Friday, January 10, 2003

OK, friends, here's a taste of what you can expect from the upcoming "Scallion" feature of our website.

General Teen Drug Use Down Yet Chronic Drug Use By Teens On Rise

WASHINGTON, D.C.- A new poll conducted throughout high schools across the country has yielded incongruous results that have baffled national education officials. The study results show that teenagers who were asked confidentially whether they “partake in the consumption of illicit THC-based chemicals,” of the participants surveyed, 92% answered 'no.' However, when those same students were asked whether they would consider themselves “chronic drug users,” an overwhelming 86% claimed affirmatively that they are.
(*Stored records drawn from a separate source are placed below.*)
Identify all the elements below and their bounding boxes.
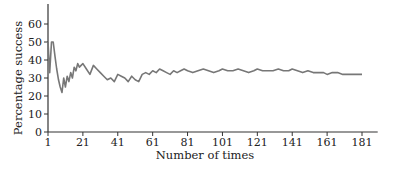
x-tick-label: 1 bbox=[45, 136, 52, 149]
x-axis-ticks: 121416181101121141161181 bbox=[45, 132, 373, 149]
y-tick-label: 20 bbox=[28, 90, 42, 103]
y-tick-label: 60 bbox=[28, 18, 42, 31]
x-tick-label: 21 bbox=[76, 136, 90, 149]
y-tick-label: 40 bbox=[28, 54, 42, 67]
series-line bbox=[48, 42, 362, 92]
y-axis-title: Percentage success bbox=[11, 21, 25, 135]
y-tick-label: 30 bbox=[28, 72, 42, 85]
line-chart: 0102030405060 121416181101121141161181 N… bbox=[0, 0, 396, 170]
x-tick-label: 181 bbox=[352, 136, 373, 149]
x-tick-label: 161 bbox=[317, 136, 338, 149]
y-axis-ticks: 0102030405060 bbox=[28, 18, 48, 139]
y-tick-label: 10 bbox=[28, 108, 42, 121]
x-tick-label: 141 bbox=[282, 136, 303, 149]
y-tick-label: 50 bbox=[28, 36, 42, 49]
x-axis-title: Number of times bbox=[156, 148, 255, 162]
x-tick-label: 41 bbox=[111, 136, 125, 149]
y-tick-label: 0 bbox=[35, 126, 42, 139]
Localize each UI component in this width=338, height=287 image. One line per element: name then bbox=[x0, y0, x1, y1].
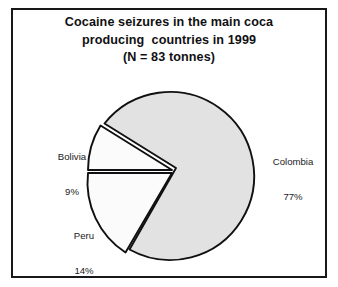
pie-label-bolivia-value: 9% bbox=[44, 186, 100, 198]
pie-label-peru-value: 14% bbox=[60, 265, 108, 277]
pie-label-colombia-value: 77% bbox=[262, 191, 324, 203]
pie-label-colombia-name: Colombia bbox=[262, 156, 324, 168]
pie-label-peru-name: Peru bbox=[60, 230, 108, 242]
chart-figure: Cocaine seizures in the main coca produc… bbox=[0, 0, 338, 287]
pie-label-peru: Peru 14% bbox=[60, 207, 108, 287]
pie-label-bolivia-name: Bolivia bbox=[44, 151, 100, 163]
pie-label-colombia: Colombia 77% bbox=[262, 133, 324, 226]
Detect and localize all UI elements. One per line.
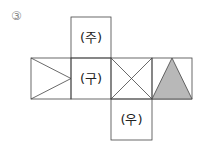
face-top-text: (주) [80, 30, 102, 45]
face-left [31, 58, 71, 99]
face-middle-text: (구) [80, 71, 102, 86]
face-bottom-text: (우) [120, 112, 142, 127]
cube-net-diagram: (주) (구) (우) [0, 0, 206, 152]
shaded-triangle [152, 58, 192, 99]
left-triangle-lines [31, 58, 71, 99]
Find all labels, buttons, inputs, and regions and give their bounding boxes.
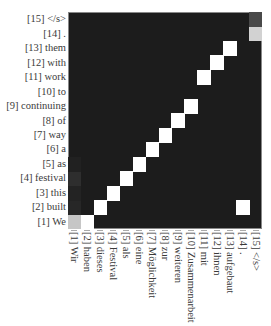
heatmap-cell <box>81 70 94 85</box>
heatmap-cell <box>210 215 223 230</box>
heatmap-cell <box>197 142 210 157</box>
heatmap-cell <box>146 12 159 27</box>
heatmap-cell <box>159 70 172 85</box>
heatmap-cell <box>81 171 94 186</box>
heatmap-cell <box>171 157 184 172</box>
heatmap-cell <box>184 113 197 128</box>
heatmap-cell <box>120 41 133 56</box>
x-axis-tick <box>162 230 168 231</box>
y-axis-label: [3] this <box>36 187 66 199</box>
heatmap-cell <box>133 157 146 172</box>
heatmap-cell <box>249 70 262 85</box>
heatmap-cell <box>184 142 197 157</box>
heatmap-cell <box>159 12 172 27</box>
heatmap-cell <box>184 41 197 56</box>
y-axis-label: [8] of <box>42 115 66 127</box>
heatmap-cell <box>120 186 133 201</box>
heatmap-cell <box>68 99 81 114</box>
x-axis-label: [5] als <box>120 232 132 259</box>
heatmap-cell <box>159 113 172 128</box>
heatmap-cell <box>236 157 249 172</box>
heatmap-cell <box>107 200 120 215</box>
heatmap-cell <box>68 186 81 201</box>
x-axis-tick <box>188 230 194 231</box>
heatmap-cell <box>223 157 236 172</box>
x-axis-label: [2] haben <box>81 232 93 272</box>
heatmap-cell <box>68 142 81 157</box>
y-axis-label: [15] </s> <box>27 13 66 25</box>
heatmap-cell <box>94 12 107 27</box>
heatmap-cell <box>159 41 172 56</box>
heatmap-cell <box>146 186 159 201</box>
heatmap-cell <box>120 55 133 70</box>
heatmap-cell <box>236 12 249 27</box>
heatmap-cell <box>236 113 249 128</box>
heatmap-cell <box>107 41 120 56</box>
heatmap-cell <box>197 70 210 85</box>
attention-heatmap-chart: [1] We[2] built[3] this[4] festival[5] a… <box>0 0 271 326</box>
heatmap-cell <box>133 142 146 157</box>
heatmap-cell <box>159 186 172 201</box>
x-axis-tick <box>84 230 90 231</box>
heatmap-cell <box>184 12 197 27</box>
y-axis-label: [13] them <box>25 42 66 54</box>
heatmap-cell <box>171 84 184 99</box>
heatmap-cell <box>184 157 197 172</box>
heatmap-cell <box>184 215 197 230</box>
heatmap-cell <box>197 200 210 215</box>
heatmap-cell <box>236 186 249 201</box>
heatmap-cell <box>94 84 107 99</box>
x-axis-label: [11] mit <box>198 232 210 266</box>
heatmap-cell <box>236 171 249 186</box>
y-axis-label: [11] work <box>25 71 66 83</box>
heatmap-cell <box>210 171 223 186</box>
heatmap-cell <box>210 12 223 27</box>
heatmap-cell <box>171 55 184 70</box>
heatmap-cell <box>94 142 107 157</box>
heatmap-cell <box>81 113 94 128</box>
x-axis-tick <box>71 230 77 231</box>
y-axis-label: [12] with <box>27 57 66 69</box>
heatmap-cell <box>107 215 120 230</box>
heatmap-cell <box>133 113 146 128</box>
heatmap-cell <box>210 55 223 70</box>
x-axis-label: [3] dieses <box>94 232 106 273</box>
heatmap-cell <box>210 26 223 41</box>
heatmap-cell <box>107 55 120 70</box>
heatmap-cell <box>94 171 107 186</box>
heatmap-cell <box>107 142 120 157</box>
heatmap-cell <box>171 128 184 143</box>
x-axis-label: [13] aufgebaut <box>224 232 236 294</box>
heatmap-cell <box>146 157 159 172</box>
heatmap-cell <box>81 12 94 27</box>
heatmap-cell <box>133 84 146 99</box>
heatmap-cell <box>249 186 262 201</box>
heatmap-cell <box>197 128 210 143</box>
heatmap-cell <box>184 84 197 99</box>
y-axis-label: [4] festival <box>20 172 66 184</box>
heatmap-cell <box>159 84 172 99</box>
heatmap-cell <box>68 171 81 186</box>
heatmap-cell <box>81 128 94 143</box>
heatmap-cell <box>184 200 197 215</box>
heatmap-cell <box>171 215 184 230</box>
heatmap-cell <box>249 84 262 99</box>
heatmap-cell <box>68 55 81 70</box>
heatmap-cell <box>249 12 262 27</box>
heatmap-cell <box>236 200 249 215</box>
y-axis-label: [5] as <box>42 158 66 170</box>
heatmap-cell <box>171 186 184 201</box>
heatmap-cell <box>223 99 236 114</box>
x-axis-label: [4] Festival <box>107 232 119 280</box>
x-axis-tick <box>201 230 207 231</box>
heatmap-cell <box>146 99 159 114</box>
heatmap-cell <box>107 128 120 143</box>
x-axis-tick <box>214 230 220 231</box>
heatmap-cell <box>159 215 172 230</box>
heatmap-cell <box>197 113 210 128</box>
x-axis-tick <box>97 230 103 231</box>
heatmap-cell <box>197 84 210 99</box>
heatmap-cell <box>146 70 159 85</box>
heatmap-cell <box>107 12 120 27</box>
heatmap-cell <box>171 113 184 128</box>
These results have forced officials to launch an investigation into what substances the teens are abusing, if they are not taking part in the previously common practice of “pulmonary ingestion of fumes or vapors of combustible dried leaves and/or flowering tops of the pistillate plants of the Asian mulberry family.”

Dr. Stefan Larochelle, vice-president of The National Board Of Education, is stymied by the results. “On one hand, the kids claim to not be using derivatives of opiate narcotics or barbituric acid with any frequency and yet many claim to be ‘chronic drug users.’ If they are taking drugs regularly, which one or ones are they using?”

One of the teens who participated in the survey is equally stumped by the findings. Says a high school sophomore speaking on condition of anonymity, “I don’t know, dude. I ain’t never touched (reading phonetically from survey) ‘pa-silo-cy-bin’ (sic) or ‘ba-hang’ (sic). But yeah, I’m all about the chronic.”

In an effort to try to understand the results, some have claimed to have solved the conundrum simply be re-reading the teens’ responses. “If you read the wording closely,” explains Susan Shively, mother of two teenage daughters, “you’ll see the kids are just trying to tell us they’re ‘high on life’ and that they don’t need illegal drugs. My own daughter Shelly’s survey, which I snuck a peek at, says she gets through these tough days of adolescence through the simple joys of pure ‘ecstasy.’ That’s my girl!”

Further inquiries into the findings are being made as of press time.